Valipulla Goundan story also reflects Vellalar - Vettuvar friction but with a different lesson for us. Here when the Vettuva barber asserts his rights to serve the Goundan eventhough he insults him by leaving him half shaved (a great insult in those days) and follows his Vettuva cheiftain, Valipulla refuses his service but the barber insists (here we come to know the right of the so called lower service castes to demand compulsory service). They agree for a caste panchatyat where all important clan leaders are invited as witnesses. The Vettuva barber devises a clever method (because he is the affected party here) where the dog of Valipulla would be offered food by him.
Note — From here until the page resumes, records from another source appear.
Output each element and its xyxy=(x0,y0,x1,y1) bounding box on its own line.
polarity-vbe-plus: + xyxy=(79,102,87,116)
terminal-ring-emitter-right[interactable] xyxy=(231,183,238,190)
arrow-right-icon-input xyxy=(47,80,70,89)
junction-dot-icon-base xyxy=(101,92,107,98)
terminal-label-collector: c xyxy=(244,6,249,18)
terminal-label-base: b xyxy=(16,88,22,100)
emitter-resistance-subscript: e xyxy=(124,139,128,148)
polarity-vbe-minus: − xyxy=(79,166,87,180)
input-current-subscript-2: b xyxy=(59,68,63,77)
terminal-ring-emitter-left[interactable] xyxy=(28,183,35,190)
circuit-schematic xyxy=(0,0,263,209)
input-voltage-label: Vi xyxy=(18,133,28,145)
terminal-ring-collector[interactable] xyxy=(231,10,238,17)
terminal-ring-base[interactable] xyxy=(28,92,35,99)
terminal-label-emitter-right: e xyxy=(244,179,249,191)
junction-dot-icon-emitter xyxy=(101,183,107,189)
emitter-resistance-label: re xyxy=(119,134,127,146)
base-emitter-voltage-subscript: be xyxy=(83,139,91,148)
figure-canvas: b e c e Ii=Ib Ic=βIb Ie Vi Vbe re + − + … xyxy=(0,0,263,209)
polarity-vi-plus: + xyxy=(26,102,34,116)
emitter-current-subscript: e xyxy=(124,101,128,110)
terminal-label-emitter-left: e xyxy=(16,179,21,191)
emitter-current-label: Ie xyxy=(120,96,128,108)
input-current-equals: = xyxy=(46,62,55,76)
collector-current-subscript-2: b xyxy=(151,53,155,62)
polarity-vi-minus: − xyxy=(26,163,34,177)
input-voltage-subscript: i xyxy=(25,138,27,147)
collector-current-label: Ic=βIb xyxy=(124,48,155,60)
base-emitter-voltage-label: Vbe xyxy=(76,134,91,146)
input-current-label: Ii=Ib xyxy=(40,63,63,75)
If the dog eats it, Valipulla is to accept his services and if not, could refuse him. Here again God (or the spirit of orderliness) in the form of Vinayakar assists Valipulla's dog which urinates on the food. Valipulla then marries his two sons to the two daughters of Vellala Chettiars (a merchant trader community who dealt in agri produce) to beget Kongu Napitha (Nasuvan) children. Again there is a lesson for us. Why should they marry Chettiar girls to beget Napitha children? and Why can't they just become Napithas? According to the rules of Anulomam (recorded earliest in the Manu Smruti), when a higher Varnam boy marries a girl from a lower Varnam, the children born are the Sudras or the service castes who are promotional to the society. If the opposite happens, then it is called Pratilomam where the children born are Panchamas or untouchables. Here the marriage is between the Kshatriya boys and Vaisya girls, where as Manusmruti says, the children begotten are Napithas or barbers. Thus from the demographics of Kongunadu, we come to know that the Anulomam and Pratilomam (intercaste) marriages were near zero and happened only according to calculated marriages to fulfil necessity.
The various people who had settled at different places for agriculture still went to their Patti cowherd gods where they had originated which later were called the Kanikkoils. No other caste in India has such precise Kuladeivams or such kootam (Gotram) system which is to remind us of our greatness and thus culture good qualities befitting to the kootam.